Now folk who have been on here for some time will know that whenever anyone mentions conspiracy theories I always admit to one; Lockerbie.
In fact I've wittered on for great length about how Jim Swire, a doctor, ex-Army officer, Old Etonian, and very establishment figure; whose daughter died in the bombing on the plane, had investigated it for the best part of 30 years, and who had come to the conclusion that al-Megrahi was innocent, and that the bombing had been done either by a faction of the PLO or by Abu Nidal's organisation at the behest of the Iranians in retaliation for Iran Air flight 655.
And now it appears I'm not entirely alone:
www.theguardian.com/uk-news/2020/mar/11/lockerbie-bomber-conviction-may-have-been-miscarriage-of-justiceSo should history vindicate my opinion how should I celebrate? al-Megrahi spent a long time in a British prison and was only released when he had terminal cancer. What do we say to the tabloid newspapers like the Sun, who were, let us say, less than entirely just in their assessments of his guilt? What do we say to the intelligence agencies who knew what was going on and who were quite prepared to send a rival intelligence officer to his fate when they knew he wasn't guilty?
Because if I knew about it, you can bet your bottom dollar they knew it too.
So my question to the panel is a simple one; are scapegoats acceptable if scapegoating someone enables us to continue in our comfortable lives? With our comfortable and familiar notions of justice and decency? (For everyone else apart from the person scapegoated, obvs.)
And if it is acceptable to scapegoat one person, is it acceptable to scapegoat a minority? And if it is unacceptable to scapegoat a minority, it should be unacceptable to scapegoat a person; but in practice is it merely an unjust tool we need to employ from time to time in order for us to believe the stories we tell ourselves?
Anyway, no doubt it will take a certain amount of due process to exonerate al-Megrahi, and at the end he'll get a Royal Pardon, for all the good it will do him.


→ **DESCRIPTION OF THE TASK**:
Locate every line in the records below that holds the word "ResNet" and return each one.

→ **DATA EXTRACTS**:
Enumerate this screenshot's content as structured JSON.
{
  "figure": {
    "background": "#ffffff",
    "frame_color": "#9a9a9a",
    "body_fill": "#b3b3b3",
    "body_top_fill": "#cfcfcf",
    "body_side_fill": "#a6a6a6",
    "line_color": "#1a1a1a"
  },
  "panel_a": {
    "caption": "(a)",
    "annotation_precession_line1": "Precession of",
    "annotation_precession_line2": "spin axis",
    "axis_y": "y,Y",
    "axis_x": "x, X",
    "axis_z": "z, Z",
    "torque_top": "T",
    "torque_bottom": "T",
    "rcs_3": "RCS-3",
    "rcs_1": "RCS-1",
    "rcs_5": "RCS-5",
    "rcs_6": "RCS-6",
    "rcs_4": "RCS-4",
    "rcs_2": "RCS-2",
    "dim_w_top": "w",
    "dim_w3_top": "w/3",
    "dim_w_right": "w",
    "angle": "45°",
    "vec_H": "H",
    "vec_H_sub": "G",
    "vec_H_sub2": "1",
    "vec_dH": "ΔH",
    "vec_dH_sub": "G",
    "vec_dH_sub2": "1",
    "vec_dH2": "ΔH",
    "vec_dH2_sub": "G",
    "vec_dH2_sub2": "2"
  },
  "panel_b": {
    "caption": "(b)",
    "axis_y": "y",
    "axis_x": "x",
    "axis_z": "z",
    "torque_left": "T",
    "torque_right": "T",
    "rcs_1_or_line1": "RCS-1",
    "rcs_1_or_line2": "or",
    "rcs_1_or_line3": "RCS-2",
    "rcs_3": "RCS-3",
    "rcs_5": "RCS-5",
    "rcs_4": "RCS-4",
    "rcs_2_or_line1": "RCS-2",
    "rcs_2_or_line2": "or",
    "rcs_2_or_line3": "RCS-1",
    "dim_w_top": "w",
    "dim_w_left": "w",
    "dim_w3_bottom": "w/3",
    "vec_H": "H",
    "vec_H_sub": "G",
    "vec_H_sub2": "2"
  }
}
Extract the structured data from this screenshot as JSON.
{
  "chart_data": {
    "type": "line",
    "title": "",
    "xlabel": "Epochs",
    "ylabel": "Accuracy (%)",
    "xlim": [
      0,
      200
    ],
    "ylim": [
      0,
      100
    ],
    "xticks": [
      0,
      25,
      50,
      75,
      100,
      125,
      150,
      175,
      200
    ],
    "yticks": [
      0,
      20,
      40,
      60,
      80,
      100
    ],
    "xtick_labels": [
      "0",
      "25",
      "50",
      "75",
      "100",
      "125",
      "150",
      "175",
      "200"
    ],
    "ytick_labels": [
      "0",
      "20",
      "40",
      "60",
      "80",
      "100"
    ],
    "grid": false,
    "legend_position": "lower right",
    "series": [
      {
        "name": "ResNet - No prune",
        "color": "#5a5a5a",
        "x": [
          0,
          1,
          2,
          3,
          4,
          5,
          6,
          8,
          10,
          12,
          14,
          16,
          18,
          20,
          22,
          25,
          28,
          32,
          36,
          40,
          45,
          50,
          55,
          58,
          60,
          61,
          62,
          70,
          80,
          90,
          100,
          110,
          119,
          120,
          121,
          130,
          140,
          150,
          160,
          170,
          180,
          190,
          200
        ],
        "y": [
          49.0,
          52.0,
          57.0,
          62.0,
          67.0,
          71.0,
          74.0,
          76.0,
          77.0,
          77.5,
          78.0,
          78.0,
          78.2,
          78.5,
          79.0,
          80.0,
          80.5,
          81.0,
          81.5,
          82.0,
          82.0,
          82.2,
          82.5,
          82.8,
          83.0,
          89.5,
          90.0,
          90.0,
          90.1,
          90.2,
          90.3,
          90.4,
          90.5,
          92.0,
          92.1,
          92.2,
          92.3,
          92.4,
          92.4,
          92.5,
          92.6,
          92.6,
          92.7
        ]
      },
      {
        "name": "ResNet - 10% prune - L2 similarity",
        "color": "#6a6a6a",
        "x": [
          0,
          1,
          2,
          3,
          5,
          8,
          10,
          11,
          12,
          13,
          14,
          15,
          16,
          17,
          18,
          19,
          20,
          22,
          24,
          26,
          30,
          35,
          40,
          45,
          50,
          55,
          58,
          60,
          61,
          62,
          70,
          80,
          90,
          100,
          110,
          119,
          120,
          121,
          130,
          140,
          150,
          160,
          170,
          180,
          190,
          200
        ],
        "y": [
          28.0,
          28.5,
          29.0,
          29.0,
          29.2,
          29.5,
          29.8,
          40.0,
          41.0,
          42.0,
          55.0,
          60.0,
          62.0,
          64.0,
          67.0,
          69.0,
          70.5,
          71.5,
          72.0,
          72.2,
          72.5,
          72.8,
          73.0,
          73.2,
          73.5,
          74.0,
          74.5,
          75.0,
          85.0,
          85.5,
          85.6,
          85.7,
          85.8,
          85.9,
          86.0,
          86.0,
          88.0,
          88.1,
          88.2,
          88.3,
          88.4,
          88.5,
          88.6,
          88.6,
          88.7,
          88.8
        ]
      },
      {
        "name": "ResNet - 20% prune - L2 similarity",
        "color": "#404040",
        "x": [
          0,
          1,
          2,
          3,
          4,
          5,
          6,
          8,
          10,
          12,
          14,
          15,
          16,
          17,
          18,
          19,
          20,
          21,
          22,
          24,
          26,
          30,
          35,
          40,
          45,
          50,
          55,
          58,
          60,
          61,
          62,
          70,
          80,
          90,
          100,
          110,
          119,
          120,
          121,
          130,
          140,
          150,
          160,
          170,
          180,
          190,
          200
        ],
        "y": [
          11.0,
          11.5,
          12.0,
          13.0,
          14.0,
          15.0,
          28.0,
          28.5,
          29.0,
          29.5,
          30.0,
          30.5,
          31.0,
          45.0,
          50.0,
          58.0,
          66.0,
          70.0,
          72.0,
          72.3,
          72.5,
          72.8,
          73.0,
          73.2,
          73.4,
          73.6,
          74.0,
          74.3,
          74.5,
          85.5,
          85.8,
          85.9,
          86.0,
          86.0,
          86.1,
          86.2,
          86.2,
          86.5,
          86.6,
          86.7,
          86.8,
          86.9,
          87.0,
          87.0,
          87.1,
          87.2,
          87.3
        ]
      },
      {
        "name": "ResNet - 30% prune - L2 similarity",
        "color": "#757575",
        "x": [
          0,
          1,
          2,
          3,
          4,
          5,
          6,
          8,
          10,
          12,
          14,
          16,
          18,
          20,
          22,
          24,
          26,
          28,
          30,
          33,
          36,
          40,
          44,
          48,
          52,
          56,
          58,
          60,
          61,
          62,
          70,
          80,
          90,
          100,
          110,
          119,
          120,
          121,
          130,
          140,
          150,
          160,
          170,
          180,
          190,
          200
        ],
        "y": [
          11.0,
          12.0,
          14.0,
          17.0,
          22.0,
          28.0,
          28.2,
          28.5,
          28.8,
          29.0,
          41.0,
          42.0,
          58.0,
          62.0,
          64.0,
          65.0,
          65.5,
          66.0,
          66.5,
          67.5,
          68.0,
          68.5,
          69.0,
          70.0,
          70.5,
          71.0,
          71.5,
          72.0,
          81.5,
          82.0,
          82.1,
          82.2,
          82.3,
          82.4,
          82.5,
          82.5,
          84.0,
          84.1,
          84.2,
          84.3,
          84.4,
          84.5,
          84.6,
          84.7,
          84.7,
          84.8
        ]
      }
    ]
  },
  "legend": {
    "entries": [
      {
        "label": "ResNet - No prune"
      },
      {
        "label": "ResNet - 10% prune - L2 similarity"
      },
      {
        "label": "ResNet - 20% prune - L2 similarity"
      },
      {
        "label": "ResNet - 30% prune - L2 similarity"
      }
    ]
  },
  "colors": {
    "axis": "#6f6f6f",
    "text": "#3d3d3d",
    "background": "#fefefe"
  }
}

--

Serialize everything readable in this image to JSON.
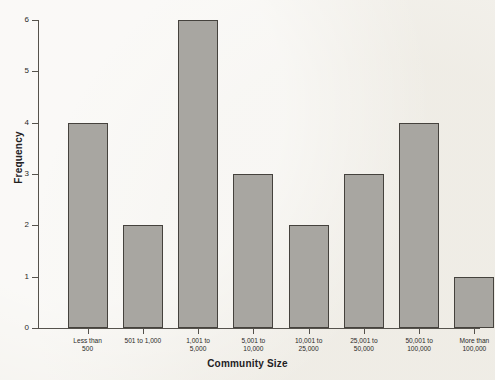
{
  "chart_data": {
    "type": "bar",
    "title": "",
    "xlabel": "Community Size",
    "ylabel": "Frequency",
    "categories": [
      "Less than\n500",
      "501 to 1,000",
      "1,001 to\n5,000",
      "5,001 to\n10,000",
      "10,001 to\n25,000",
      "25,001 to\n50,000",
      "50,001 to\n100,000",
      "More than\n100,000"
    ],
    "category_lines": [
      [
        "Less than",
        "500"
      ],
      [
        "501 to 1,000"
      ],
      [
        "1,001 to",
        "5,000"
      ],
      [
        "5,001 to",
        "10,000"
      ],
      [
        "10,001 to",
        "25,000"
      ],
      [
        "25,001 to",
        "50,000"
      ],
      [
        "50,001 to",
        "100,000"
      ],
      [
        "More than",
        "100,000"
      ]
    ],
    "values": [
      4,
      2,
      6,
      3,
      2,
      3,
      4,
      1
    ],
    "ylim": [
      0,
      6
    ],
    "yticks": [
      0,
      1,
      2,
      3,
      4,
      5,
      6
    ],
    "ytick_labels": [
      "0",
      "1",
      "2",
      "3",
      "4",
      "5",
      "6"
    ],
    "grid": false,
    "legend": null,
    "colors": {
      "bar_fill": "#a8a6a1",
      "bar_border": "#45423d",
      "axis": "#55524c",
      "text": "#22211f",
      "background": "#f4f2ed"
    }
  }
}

→ **SOLUTION TO THIS EXERCISE**:
        "name": "ResNet - No prune",
        "name": "ResNet - 10% prune - L2 similarity",
        "name": "ResNet - 20% prune - L2 similarity",
        "name": "ResNet - 30% prune - L2 similarity",
        "label": "ResNet - No prune"
        "label": "ResNet - 10% prune - L2 similarity"
        "label": "ResNet - 20% prune - L2 similarity"
        "label": "ResNet - 30% prune - L2 similarity"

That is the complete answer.